How Justin Long Affably, Reasonably Ended An Internet Flamewar
LatestAfter a critic panned his movie, and cruelly joked about his looks, Justin Long derided her on national television. But when the critic wrote back, Long left her what must be the kindest, humblest comment in an Internet fight, ever.
Michelle Orange’s essay about this discomfiting experience is thought-provoking. For the record, she has not changed her opinion of the Long/Drew Barrymore vehicle she so hated, Going The Distance. But she is highly self-critical and thoughtful in her examination of the practice of contemporary criticism, the nature of flamewars, and the problems with what it was that she wrote. Part of Orange’s problem was that she wasn’t quite able, in the 18 hours she had to file her review for Movieline, to really articulate her problems with Going The Distance. It’s a movie she found lacking mainly because, she writes, it aims to communicate “relatability” rather than actual truth. Relatability, in addition to its inherent solipsism, has other drawbacks:
As a concept it grew valuable, and could be attached to modes of engagement — whether artistic, socio-cultural, or political — that were previously uninterested in relating to their audience in any conscious way. The memoir boom was built on this idea, as is much of chick lit, reality TV and of course the blogoscenti. With the dawn of the internet and its attendant traffic in user-generated, confessional minutiae — and I’ll comment on yours if you comment on mine — an ascendant cultural irregularity found the medium to turn its message into a malignancy. Romantic comedies often engender the worst of the phenomenon: Instead of telling a story, in the name of relatability they hit notes, make references, and present punchline-based characters in the effort to elicit one of our laziest, sub-trash responses, which in full goes something like this: I was exposed to something, and it reminded me of me.
But in her review of Going The Distance, Orange didn’t write about the memoir boom or the modes of thought that underpin paint-by-numbers rom-coms. Orange writes within the perpetual deadline machine of the Internet, and so her published criticisms were more attenuated and less articulate, more punch-y and less considered, than the thoughts she was able to present in this essay. As these things go, “REVIEW: You’ll Hate Going the Distance Long Before You Relate to It” was entertaining, and very likely broadly accurate, but not ambitious. Orange made quippy remarks like, “Only Drew Barrymore’s eye make-up, firing on all four Cover Girl quadrants in every scene, amuses the palate” and called the film “the latest ‘x’ in the ‘con’ column of Drew Barrymore’s exasperating career ledger.” She saved her harshest words for Justin Long’s performance — and his face. “How a milky, affectless mook with half-formed features and a first day of kindergarten haircut might punch several classes above his weight is a mystery, as my colleague pointed out in her review of Scott Pilgrim Vs. The World, we are increasingly asked to accept on screen.”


Prompt:
Please state how many lines of the data below contain the word "Millions", offering nothing besides the number.

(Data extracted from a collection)
■ ■ ■ ■ ■ ■ ■
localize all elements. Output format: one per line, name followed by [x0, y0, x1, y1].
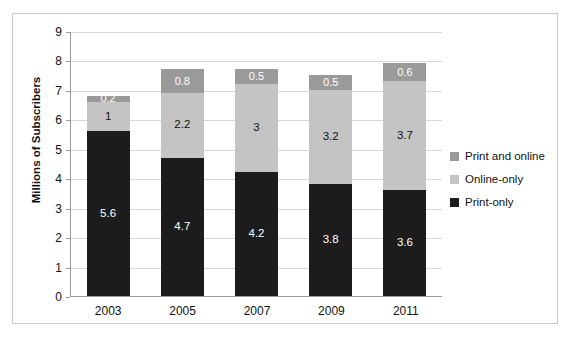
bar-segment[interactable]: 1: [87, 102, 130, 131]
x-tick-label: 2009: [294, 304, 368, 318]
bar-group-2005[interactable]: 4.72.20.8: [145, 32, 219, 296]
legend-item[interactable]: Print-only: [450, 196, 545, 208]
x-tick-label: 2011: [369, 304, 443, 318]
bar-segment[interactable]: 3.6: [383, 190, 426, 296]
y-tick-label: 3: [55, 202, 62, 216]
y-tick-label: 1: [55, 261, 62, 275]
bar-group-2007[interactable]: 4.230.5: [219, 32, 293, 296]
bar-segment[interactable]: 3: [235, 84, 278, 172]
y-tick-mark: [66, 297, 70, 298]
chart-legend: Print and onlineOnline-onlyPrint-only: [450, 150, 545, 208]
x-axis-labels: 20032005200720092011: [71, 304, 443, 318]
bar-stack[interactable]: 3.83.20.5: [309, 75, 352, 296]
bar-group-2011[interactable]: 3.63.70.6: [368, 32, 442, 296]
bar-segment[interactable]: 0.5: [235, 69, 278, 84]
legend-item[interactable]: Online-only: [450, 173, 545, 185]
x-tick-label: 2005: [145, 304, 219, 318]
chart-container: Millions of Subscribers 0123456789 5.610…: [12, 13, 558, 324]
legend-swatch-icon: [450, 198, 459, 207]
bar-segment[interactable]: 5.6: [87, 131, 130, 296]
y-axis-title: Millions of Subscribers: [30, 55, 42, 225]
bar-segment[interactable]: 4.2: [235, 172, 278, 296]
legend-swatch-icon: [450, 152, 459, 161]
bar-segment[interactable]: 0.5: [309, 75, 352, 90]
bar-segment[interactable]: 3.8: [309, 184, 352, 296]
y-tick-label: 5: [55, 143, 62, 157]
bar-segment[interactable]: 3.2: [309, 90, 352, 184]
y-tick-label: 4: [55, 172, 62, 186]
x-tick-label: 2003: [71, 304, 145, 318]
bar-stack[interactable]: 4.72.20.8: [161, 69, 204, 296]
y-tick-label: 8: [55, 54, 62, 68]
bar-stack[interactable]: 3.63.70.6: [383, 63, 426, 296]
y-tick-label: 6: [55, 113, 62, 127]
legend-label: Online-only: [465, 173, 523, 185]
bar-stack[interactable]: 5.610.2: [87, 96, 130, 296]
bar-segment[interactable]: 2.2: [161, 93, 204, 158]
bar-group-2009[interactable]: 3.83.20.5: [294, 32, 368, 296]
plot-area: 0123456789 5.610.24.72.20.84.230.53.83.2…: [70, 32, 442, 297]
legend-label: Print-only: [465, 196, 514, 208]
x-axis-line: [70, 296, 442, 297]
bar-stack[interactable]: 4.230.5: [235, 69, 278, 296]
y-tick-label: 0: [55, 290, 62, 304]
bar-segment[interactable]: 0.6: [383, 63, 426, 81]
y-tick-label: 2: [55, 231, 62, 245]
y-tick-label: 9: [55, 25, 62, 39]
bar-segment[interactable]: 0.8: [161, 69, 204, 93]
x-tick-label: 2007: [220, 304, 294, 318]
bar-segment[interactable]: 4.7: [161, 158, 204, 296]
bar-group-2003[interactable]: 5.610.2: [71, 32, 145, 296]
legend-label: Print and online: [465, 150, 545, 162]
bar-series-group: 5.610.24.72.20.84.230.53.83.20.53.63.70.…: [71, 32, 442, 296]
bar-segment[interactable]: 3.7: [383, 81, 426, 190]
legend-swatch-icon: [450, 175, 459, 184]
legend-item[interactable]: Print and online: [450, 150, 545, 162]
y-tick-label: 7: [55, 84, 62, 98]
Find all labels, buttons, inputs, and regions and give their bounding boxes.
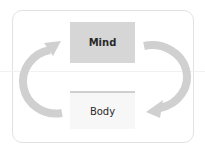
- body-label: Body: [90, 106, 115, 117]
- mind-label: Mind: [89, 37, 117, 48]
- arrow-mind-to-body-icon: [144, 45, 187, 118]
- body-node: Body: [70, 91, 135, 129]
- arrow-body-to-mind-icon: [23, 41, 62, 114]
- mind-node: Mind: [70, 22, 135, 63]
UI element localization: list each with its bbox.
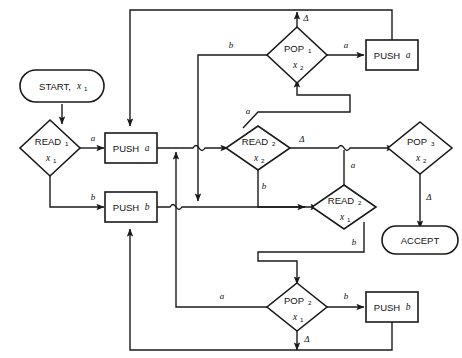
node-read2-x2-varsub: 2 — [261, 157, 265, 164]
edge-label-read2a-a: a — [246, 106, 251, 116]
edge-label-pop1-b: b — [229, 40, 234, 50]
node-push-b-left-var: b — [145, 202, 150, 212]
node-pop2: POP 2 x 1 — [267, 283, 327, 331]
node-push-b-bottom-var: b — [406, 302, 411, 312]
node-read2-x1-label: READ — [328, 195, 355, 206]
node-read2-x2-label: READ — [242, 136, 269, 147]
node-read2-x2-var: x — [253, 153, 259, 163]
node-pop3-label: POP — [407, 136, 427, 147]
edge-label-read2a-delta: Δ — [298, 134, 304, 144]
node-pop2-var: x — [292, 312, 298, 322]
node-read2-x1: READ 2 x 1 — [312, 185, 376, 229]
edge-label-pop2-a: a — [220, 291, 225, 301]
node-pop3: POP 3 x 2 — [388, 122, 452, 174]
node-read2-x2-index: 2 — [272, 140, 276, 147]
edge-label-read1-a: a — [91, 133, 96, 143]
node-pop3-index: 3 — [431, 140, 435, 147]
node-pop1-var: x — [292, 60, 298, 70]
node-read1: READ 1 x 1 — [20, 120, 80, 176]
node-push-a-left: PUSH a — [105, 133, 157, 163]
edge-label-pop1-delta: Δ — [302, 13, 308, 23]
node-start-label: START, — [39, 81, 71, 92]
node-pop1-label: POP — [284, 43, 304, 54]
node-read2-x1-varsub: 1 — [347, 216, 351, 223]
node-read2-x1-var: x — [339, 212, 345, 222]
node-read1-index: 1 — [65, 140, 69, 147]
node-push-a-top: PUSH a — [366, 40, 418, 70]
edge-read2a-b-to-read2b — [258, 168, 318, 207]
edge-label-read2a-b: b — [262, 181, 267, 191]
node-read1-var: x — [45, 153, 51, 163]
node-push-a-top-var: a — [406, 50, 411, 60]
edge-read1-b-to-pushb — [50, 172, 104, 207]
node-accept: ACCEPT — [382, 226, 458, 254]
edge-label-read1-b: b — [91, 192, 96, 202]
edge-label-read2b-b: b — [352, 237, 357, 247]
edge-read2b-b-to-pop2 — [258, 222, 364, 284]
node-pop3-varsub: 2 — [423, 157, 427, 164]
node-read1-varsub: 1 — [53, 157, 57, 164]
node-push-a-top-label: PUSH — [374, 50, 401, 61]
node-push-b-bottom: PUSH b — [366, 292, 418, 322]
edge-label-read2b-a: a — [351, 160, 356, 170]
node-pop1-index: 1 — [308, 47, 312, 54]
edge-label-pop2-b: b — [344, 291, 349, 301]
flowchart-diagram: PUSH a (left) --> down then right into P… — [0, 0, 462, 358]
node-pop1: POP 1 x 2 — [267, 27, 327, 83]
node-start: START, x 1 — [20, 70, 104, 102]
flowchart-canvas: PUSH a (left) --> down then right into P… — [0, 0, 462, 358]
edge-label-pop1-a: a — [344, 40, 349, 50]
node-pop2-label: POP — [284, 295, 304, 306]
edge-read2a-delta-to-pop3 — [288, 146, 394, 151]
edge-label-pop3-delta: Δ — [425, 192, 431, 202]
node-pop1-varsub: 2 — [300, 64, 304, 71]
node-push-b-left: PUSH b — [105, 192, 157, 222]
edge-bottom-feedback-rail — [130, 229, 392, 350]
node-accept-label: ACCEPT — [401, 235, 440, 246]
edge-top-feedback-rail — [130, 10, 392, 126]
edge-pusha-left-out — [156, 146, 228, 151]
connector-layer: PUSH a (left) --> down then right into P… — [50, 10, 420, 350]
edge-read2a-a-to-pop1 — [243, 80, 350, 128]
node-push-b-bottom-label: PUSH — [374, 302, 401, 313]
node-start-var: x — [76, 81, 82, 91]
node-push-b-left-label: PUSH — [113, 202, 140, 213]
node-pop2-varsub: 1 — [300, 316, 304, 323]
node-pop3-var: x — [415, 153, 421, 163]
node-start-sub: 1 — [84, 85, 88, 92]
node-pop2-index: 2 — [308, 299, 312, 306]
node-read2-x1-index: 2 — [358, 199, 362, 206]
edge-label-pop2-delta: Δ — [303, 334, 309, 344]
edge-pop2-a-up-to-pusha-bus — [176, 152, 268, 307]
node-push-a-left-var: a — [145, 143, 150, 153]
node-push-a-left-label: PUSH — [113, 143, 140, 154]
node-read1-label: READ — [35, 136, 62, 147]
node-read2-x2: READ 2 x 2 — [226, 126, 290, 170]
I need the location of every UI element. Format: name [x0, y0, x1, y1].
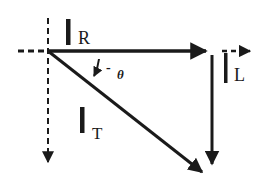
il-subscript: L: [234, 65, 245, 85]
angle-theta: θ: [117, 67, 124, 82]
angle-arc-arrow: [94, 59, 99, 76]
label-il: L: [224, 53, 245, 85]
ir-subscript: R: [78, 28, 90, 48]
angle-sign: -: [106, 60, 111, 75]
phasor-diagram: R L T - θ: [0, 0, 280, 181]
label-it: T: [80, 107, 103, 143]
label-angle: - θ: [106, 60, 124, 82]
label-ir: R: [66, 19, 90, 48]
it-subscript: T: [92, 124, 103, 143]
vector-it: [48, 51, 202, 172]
■ ■ ■ ■ ■ ■ ■
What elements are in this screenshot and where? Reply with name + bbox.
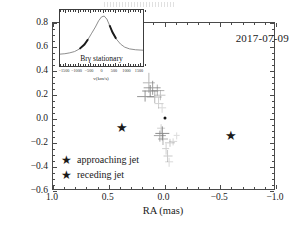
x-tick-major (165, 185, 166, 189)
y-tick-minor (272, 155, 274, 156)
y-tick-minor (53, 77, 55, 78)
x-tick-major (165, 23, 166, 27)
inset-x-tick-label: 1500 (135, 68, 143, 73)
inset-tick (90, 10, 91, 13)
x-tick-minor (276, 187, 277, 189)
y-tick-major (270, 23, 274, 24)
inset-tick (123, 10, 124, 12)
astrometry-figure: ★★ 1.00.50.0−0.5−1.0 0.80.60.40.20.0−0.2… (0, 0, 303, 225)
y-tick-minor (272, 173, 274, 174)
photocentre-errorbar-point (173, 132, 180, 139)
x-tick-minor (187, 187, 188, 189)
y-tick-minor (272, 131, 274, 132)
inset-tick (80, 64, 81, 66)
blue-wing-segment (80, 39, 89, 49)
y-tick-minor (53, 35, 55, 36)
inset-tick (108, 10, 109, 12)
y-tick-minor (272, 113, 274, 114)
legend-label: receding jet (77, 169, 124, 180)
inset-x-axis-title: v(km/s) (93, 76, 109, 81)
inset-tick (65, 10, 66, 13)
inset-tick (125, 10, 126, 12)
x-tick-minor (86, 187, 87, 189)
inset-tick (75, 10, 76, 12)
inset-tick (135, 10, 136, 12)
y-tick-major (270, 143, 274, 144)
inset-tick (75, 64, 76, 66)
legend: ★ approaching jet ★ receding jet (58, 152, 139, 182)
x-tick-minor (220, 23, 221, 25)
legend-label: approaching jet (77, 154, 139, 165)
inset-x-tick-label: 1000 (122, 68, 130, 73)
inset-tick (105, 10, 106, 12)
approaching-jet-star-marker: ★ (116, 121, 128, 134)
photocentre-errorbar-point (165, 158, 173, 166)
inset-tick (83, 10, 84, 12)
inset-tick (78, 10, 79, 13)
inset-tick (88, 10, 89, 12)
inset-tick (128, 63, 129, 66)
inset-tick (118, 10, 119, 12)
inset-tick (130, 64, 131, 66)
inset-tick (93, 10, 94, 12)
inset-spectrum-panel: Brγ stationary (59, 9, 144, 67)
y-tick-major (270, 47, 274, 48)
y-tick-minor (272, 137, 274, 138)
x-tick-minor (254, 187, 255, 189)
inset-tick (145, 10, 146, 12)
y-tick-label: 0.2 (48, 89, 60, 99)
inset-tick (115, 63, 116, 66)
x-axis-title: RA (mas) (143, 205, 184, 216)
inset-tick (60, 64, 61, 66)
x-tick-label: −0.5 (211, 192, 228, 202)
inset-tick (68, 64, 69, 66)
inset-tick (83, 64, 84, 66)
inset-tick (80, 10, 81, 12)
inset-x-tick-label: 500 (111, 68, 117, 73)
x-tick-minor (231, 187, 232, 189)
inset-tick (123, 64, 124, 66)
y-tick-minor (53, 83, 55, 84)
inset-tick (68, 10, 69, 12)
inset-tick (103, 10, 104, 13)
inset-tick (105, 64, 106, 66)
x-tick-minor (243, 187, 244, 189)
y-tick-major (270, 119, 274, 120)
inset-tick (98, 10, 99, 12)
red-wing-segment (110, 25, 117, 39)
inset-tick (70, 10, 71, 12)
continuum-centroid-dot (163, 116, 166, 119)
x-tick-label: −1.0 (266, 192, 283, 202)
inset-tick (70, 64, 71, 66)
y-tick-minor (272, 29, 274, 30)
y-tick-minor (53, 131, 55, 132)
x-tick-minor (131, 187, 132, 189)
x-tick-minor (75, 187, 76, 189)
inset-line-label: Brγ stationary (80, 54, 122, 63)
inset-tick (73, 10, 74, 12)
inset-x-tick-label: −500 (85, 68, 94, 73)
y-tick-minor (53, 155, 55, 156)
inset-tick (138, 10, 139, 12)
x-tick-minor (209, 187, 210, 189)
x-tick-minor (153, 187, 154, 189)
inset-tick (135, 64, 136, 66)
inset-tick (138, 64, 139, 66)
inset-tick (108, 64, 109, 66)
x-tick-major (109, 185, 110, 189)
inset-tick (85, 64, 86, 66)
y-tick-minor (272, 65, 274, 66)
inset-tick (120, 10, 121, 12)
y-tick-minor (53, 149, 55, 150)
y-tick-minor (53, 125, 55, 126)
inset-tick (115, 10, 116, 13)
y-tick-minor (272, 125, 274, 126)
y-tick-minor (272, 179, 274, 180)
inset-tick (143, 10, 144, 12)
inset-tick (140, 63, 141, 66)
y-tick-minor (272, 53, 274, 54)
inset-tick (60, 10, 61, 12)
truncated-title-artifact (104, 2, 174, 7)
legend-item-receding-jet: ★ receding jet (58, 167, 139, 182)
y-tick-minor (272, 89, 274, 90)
■ ■ ■ ■ ■ ■ ■
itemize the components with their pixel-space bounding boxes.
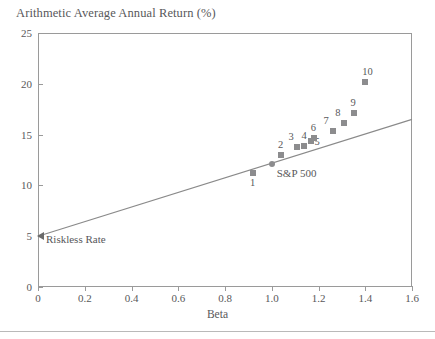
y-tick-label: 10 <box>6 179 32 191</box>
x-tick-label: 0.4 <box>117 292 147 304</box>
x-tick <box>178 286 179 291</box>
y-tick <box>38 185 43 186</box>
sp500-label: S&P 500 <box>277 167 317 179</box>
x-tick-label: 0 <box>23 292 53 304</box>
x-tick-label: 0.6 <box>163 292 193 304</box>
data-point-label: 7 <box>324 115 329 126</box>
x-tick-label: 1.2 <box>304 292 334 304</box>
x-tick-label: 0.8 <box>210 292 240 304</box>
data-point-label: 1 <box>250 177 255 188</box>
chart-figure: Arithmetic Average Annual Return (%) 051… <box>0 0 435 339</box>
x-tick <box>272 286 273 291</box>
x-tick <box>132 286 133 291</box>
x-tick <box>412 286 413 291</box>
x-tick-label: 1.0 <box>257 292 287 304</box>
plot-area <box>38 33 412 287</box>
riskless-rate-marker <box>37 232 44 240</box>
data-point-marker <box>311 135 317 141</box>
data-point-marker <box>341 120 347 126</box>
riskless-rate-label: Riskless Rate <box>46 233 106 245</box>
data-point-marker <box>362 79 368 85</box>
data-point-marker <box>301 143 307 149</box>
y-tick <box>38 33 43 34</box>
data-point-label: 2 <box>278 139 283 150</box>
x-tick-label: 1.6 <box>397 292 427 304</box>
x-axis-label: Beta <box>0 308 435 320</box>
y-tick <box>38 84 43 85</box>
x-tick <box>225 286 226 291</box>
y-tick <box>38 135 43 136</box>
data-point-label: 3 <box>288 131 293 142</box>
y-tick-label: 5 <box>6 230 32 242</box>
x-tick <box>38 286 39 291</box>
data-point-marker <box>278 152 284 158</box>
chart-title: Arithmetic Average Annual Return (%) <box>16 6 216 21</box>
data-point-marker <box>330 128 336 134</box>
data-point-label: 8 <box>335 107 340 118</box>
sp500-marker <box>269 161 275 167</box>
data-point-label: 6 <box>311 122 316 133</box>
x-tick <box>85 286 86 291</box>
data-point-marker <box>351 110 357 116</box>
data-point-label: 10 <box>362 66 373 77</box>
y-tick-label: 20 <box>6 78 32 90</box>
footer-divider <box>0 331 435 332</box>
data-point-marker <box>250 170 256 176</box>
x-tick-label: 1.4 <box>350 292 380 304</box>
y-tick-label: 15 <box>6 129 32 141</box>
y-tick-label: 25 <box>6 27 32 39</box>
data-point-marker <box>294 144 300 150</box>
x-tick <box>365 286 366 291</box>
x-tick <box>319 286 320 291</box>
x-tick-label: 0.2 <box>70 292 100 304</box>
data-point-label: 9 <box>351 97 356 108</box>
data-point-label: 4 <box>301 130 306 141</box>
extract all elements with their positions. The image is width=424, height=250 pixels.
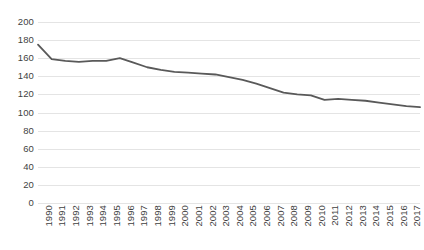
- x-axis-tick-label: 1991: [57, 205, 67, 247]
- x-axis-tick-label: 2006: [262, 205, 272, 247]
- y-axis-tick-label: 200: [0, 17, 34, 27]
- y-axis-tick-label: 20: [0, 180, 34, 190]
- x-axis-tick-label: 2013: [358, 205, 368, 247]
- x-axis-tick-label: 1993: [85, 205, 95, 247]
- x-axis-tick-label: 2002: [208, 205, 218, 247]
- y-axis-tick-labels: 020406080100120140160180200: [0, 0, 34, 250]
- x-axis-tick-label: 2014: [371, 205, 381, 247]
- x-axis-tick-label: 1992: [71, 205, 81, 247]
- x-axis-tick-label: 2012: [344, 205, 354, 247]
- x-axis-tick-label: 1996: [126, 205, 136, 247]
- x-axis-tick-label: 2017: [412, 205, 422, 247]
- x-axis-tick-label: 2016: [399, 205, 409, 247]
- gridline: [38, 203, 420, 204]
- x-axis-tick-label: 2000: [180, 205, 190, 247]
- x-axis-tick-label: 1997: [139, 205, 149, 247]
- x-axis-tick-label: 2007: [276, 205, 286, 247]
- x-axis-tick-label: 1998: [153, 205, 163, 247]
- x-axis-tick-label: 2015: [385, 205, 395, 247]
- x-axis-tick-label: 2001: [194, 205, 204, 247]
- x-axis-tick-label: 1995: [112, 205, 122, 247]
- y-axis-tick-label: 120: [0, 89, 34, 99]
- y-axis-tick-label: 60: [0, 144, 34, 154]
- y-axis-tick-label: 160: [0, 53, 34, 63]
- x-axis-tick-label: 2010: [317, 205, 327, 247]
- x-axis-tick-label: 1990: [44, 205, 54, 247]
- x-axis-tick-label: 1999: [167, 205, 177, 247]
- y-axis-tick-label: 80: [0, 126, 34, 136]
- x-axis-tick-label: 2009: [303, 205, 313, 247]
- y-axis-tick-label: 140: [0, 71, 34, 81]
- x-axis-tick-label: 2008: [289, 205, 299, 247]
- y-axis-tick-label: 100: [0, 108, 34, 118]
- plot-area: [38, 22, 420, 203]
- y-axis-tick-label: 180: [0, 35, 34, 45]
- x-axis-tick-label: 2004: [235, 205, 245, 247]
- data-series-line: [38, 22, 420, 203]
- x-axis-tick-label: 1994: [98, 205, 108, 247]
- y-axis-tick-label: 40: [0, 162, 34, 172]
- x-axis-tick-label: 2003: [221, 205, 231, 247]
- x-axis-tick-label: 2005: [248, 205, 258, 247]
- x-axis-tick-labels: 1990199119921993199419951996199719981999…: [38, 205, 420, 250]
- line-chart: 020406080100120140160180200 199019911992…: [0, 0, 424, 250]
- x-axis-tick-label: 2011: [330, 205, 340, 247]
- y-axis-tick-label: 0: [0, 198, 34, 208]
■ ■ ■ ■ ■ ■ ■
Answer to this task:
2